In Search of Defect Tracking Systems

How to find and implement the right system for your defect tracking needs
Better Software Magazine
Volume-Issue: 
2000-02
Summary:

Defect tracking systems influence business-critical decisions. Building and installing a corporate-wide defect tracking system takes a small but well-balanced development team. Your implementation may be as simple as opening the package and typing "setup" or it may take months of programming. Here's how to find and implement the right system for your organization.

Defect tracking systems are one of a software organization's "family jewels." They frequently control how work gets assigned to engineers and provide the data to support how managers decide when to ship. They also determine which defects to ship and which to defer. These are clearly business-critical decisions.

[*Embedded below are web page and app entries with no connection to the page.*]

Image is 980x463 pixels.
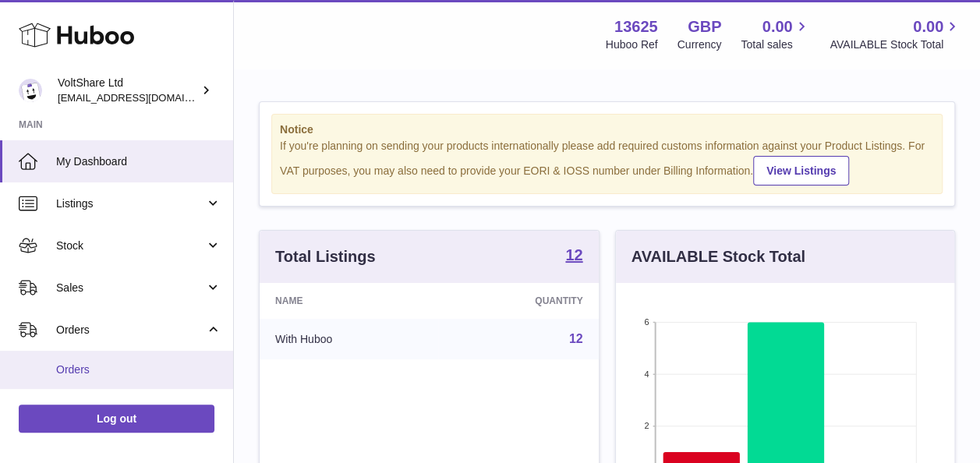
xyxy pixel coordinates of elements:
span: Orders [56,363,222,378]
div: If you're planning on sending your products internationally please add required customs informati... [280,139,934,185]
a: Log out [19,405,215,433]
a: 12 [565,247,583,266]
text: 4 [644,370,649,379]
div: Currency [677,37,722,53]
h3: Total Listings [275,247,376,267]
text: 6 [644,317,649,327]
span: Orders [56,323,205,338]
th: Quantity [438,283,598,319]
span: 0.00 [913,16,944,37]
a: View Listings [753,156,849,185]
a: 0.00 AVAILABLE Stock Total [830,16,961,53]
span: 0.00 [763,16,793,37]
strong: 12 [565,247,583,263]
div: VoltShare Ltd [58,76,198,105]
a: 12 [569,332,584,346]
text: 2 [644,422,649,430]
span: Stock [56,239,205,253]
span: Sales [56,281,205,296]
a: 0.00 Total sales [740,16,810,53]
strong: 13625 [615,16,659,37]
img: info@voltshare.co.uk [19,78,42,103]
th: Name [259,283,438,319]
span: My Dashboard [56,154,222,169]
strong: GBP [688,16,721,37]
strong: Notice [280,122,934,137]
span: Listings [56,197,205,211]
span: [EMAIL_ADDRESS][DOMAIN_NAME] [58,91,229,103]
span: Total sales [740,37,810,53]
td: With Huboo [259,319,438,360]
span: AVAILABLE Stock Total [830,37,961,53]
div: Huboo Ref [606,37,659,53]
h3: AVAILABLE Stock Total [632,247,805,267]
span: Add Manual Order [56,401,222,416]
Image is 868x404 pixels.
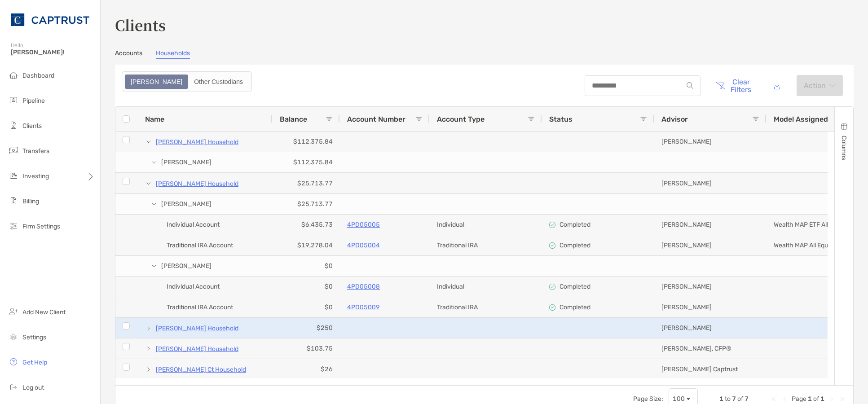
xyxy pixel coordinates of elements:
[156,323,239,334] a: [PERSON_NAME] Household
[22,147,50,155] span: Transfers
[549,222,556,228] img: complete icon
[22,198,39,205] span: Billing
[559,304,590,311] p: Completed
[122,71,252,92] div: segmented control
[8,95,19,106] img: pipeline icon
[347,302,380,313] a: 4PD05009
[156,136,239,148] a: [PERSON_NAME] Household
[22,308,66,316] span: Add New Client
[156,178,239,190] p: [PERSON_NAME] Household
[430,297,542,318] div: Traditional IRA
[549,243,556,249] img: complete icon
[654,276,766,297] div: [PERSON_NAME]
[145,115,164,123] span: Name
[126,76,187,88] div: Zoe
[838,396,846,403] div: Last Page
[273,173,340,194] div: $25,713.77
[549,115,572,123] span: Status
[774,115,828,123] span: Model Assigned
[22,172,49,180] span: Investing
[11,4,89,36] img: CAPTRUST Logo
[22,359,47,366] span: Get Help
[8,331,19,342] img: settings icon
[273,359,340,379] div: $26
[11,48,94,56] span: [PERSON_NAME]!
[829,83,836,88] img: arrow
[167,217,220,232] span: Individual Account
[549,284,556,290] img: complete icon
[719,395,723,403] span: 1
[273,318,340,338] div: $250
[654,359,766,379] div: [PERSON_NAME] Captrust
[22,97,45,105] span: Pipeline
[654,235,766,256] div: [PERSON_NAME]
[430,276,542,297] div: Individual
[22,122,42,130] span: Clients
[115,50,142,59] a: Accounts
[161,155,211,170] span: [PERSON_NAME]
[273,297,340,318] div: $0
[347,240,380,251] a: 4PD05004
[347,281,380,292] a: 4PD05008
[273,235,340,256] div: $19,278.04
[633,395,663,403] div: Page Size:
[559,242,590,249] p: Completed
[687,82,693,89] img: input icon
[828,396,835,403] div: Next Page
[813,395,819,403] span: of
[725,395,730,403] span: to
[167,238,233,253] span: Traditional IRA Account
[280,115,307,123] span: Balance
[115,14,853,35] h3: Clients
[8,357,19,367] img: get-help icon
[161,197,211,211] span: [PERSON_NAME]
[430,235,542,256] div: Traditional IRA
[797,75,843,96] button: Actionarrow
[167,279,220,294] span: Individual Account
[8,220,19,232] img: firm-settings icon
[347,219,380,230] a: 4PD05005
[732,395,736,403] span: 7
[156,344,239,355] a: [PERSON_NAME] Household
[273,256,340,276] div: $0
[8,120,19,131] img: clients icon
[347,115,406,123] span: Account Number
[156,50,190,59] a: Households
[559,283,590,291] p: Completed
[791,395,807,403] span: Page
[167,300,233,315] span: Traditional IRA Account
[820,395,824,403] span: 1
[781,396,788,403] div: Previous Page
[654,338,766,359] div: [PERSON_NAME], CFP®
[273,276,340,297] div: $0
[273,132,340,152] div: $112,375.84
[22,334,46,341] span: Settings
[437,115,484,123] span: Account Type
[22,384,44,392] span: Log out
[156,364,246,376] p: [PERSON_NAME] Ct Household
[273,152,340,172] div: $112,375.84
[189,76,248,88] div: Other Custodians
[8,307,19,317] img: add_new_client icon
[709,72,758,99] button: Clear Filters
[654,318,766,338] div: [PERSON_NAME]
[8,170,19,181] img: investing icon
[273,194,340,214] div: $25,713.77
[273,214,340,235] div: $6,435.73
[430,214,542,235] div: Individual
[673,395,684,403] div: 100
[8,145,19,156] img: transfers icon
[745,395,748,403] span: 7
[654,173,766,194] div: [PERSON_NAME]
[22,223,60,230] span: Firm Settings
[8,196,19,206] img: billing icon
[22,72,54,80] span: Dashboard
[840,136,847,160] span: Columns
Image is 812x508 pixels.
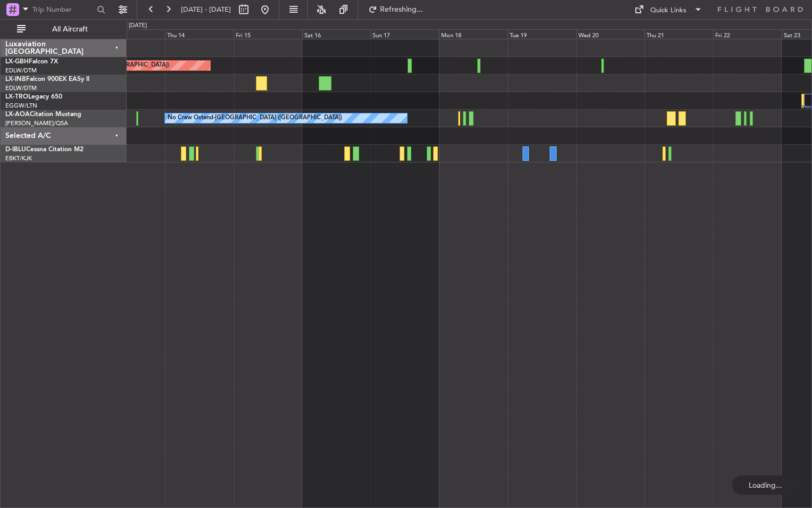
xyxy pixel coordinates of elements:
a: EDLW/DTM [5,66,37,75]
div: Wed 20 [576,29,645,39]
span: LX-TRO [5,94,28,100]
a: LX-GBHFalcon 7X [5,59,58,65]
div: Wed 13 [97,29,165,39]
span: [DATE] - [DATE] [181,5,231,15]
button: Quick Links [629,1,708,18]
button: Refreshing... [363,1,428,18]
span: All Aircraft [28,26,113,33]
input: Trip Number [33,2,94,17]
div: Sun 17 [370,29,439,39]
div: Loading... [732,475,798,495]
div: Tue 19 [508,29,576,39]
a: D-IBLUCessna Citation M2 [5,146,83,153]
a: [PERSON_NAME]/QSA [5,120,68,127]
div: Quick Links [650,5,686,16]
div: Mon 18 [439,29,508,39]
a: LX-INBFalcon 900EX EASy II [5,76,89,83]
div: Thu 21 [644,29,713,39]
a: EGGW/LTN [5,102,37,109]
button: All Aircraft [12,21,115,38]
a: LX-AOACitation Mustang [5,111,82,118]
div: Fri 22 [713,29,782,39]
span: D-IBLU [5,146,26,153]
div: No Crew Ostend-[GEOGRAPHIC_DATA] ([GEOGRAPHIC_DATA]) [168,110,342,127]
div: [DATE] [129,22,147,30]
span: LX-AOA [5,111,30,118]
a: EDLW/DTM [5,84,37,92]
a: LX-TROLegacy 650 [5,94,62,100]
span: LX-INB [5,76,26,83]
div: Sat 16 [302,29,371,39]
span: Refreshing... [379,6,424,13]
div: Thu 14 [165,29,234,39]
a: EBKT/KJK [5,154,32,163]
div: Fri 15 [234,29,302,39]
span: LX-GBH [5,59,28,65]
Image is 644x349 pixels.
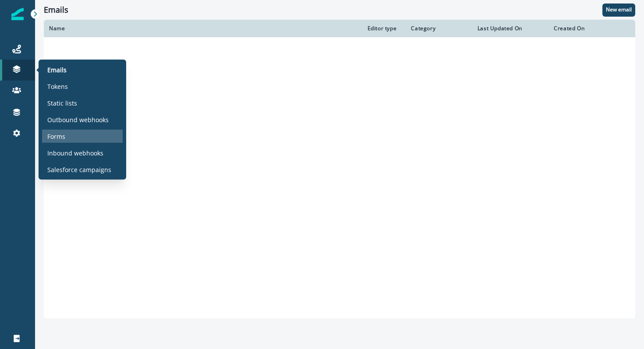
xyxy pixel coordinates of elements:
[602,4,635,17] button: New email
[12,8,24,20] img: Inflection
[411,25,467,32] div: Category
[48,165,111,174] p: Salesforce campaigns
[42,63,122,76] a: Emails
[554,25,619,32] div: Created On
[48,65,67,74] p: Emails
[48,115,109,125] p: Outbound webhooks
[48,82,68,91] p: Tokens
[49,25,357,32] div: Name
[42,130,122,143] a: Forms
[42,80,122,93] a: Tokens
[48,132,65,141] p: Forms
[48,148,103,158] p: Inbound webhooks
[42,163,122,176] a: Salesforce campaigns
[48,99,77,108] p: Static lists
[42,146,122,159] a: Inbound webhooks
[606,6,632,13] p: New email
[477,25,543,32] div: Last Updated On
[367,25,401,32] div: Editor type
[44,5,68,15] h1: Emails
[42,97,122,109] a: Static lists
[42,113,122,126] a: Outbound webhooks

Unfortunately, senior decision-makers often seriously undervalue the problems these systems solve. So when it's time to invest resources in a new system, they allocate the resources as an afterthought. After all, it isn't a "real" project (the kind that generates "real" revenue for the company and ships to "real" customers). Money, time, and resources are all underestimated, commonly assuming it might take two engineers a couple of months to build the system. But unless you set these expectations correctly up front, no matter how hard you work to implement your system your chances of success will be severely limited. Better to take a broader view and treat this mission as a real project right from the start.

Understanding the Scope of the Project
Even before the project starts, you need to discover how much the new defect tracking system is really worth. Then you can get a better idea of how much time and money are reasonable to invest to get it. One way I do this is to gather some interested and important parties together, such as development managers, testers, and test managers, for a kickoff session. The very first question I ask in this session is:

"What is a highly successful solution really worth to this company?"

In many software development organizations, the defect tracking system is the primary means of communication between workers. So what's that worth? For most IT businesses, the answer is "quite a lot." Look at it this way: You'll end up paying for the system one way or another. You can pay for the system by under-investing and then getting poor productivity and poor decisions for months or years to come. Or you can put up the cash (in organizational time and effort as well as money) and get a system that really supports your work. Defect tracking systems, especially for larger organizations, are expensive.

And if they work well, they're well worth it.

Once you start this project, one of your first tasks will be to estimate the time required to put together the new system, and what the price range for new tool purchases will be. It is important to get this information into the approval process early. "Sticker shock" quickly cancels many much-needed improvement projects, when decision-makers are suddenly confronted with good systems costing hundreds of thousands, and sometimes millions, of dollars.

The bottom line is "you get what you pay for." Problems do not shrink to fit the amount of resources you're willing to expend to solve them. A defect tracking team must take it upon themselves to treat the project as if it is as real as any other project, and vow to deliver a product (albeit an entirely internal product) which is up to the quality standards of the rest of the company's products. The central lesson to be learned is that the clients-the ones who are paying for the solution-need to have a clear understanding about how much the solution is really worth so they can intelligently decide what to do to solve the problem.

Work with Management to understand what funds and approvals will be required. Determine the cost in lost time to market, customer-discovered defects, and the development rework you'll have to do without the system.

Once you determine and secure adequate funding, then you

File: 
AttachmentSize
In Search of Defect Tracking Systems71.03 KB

About the author

Bob Johnson's picture
Bob Johnson

Bob Johnson has over twenty years of experience in software engineering, with key strengths in building applications on a variety of platforms. Bob will be a co-author with Cem Kaner and others on Testing Computer Software 3rd edition. He has implemented, maintained, and tested security systems for the banking industry.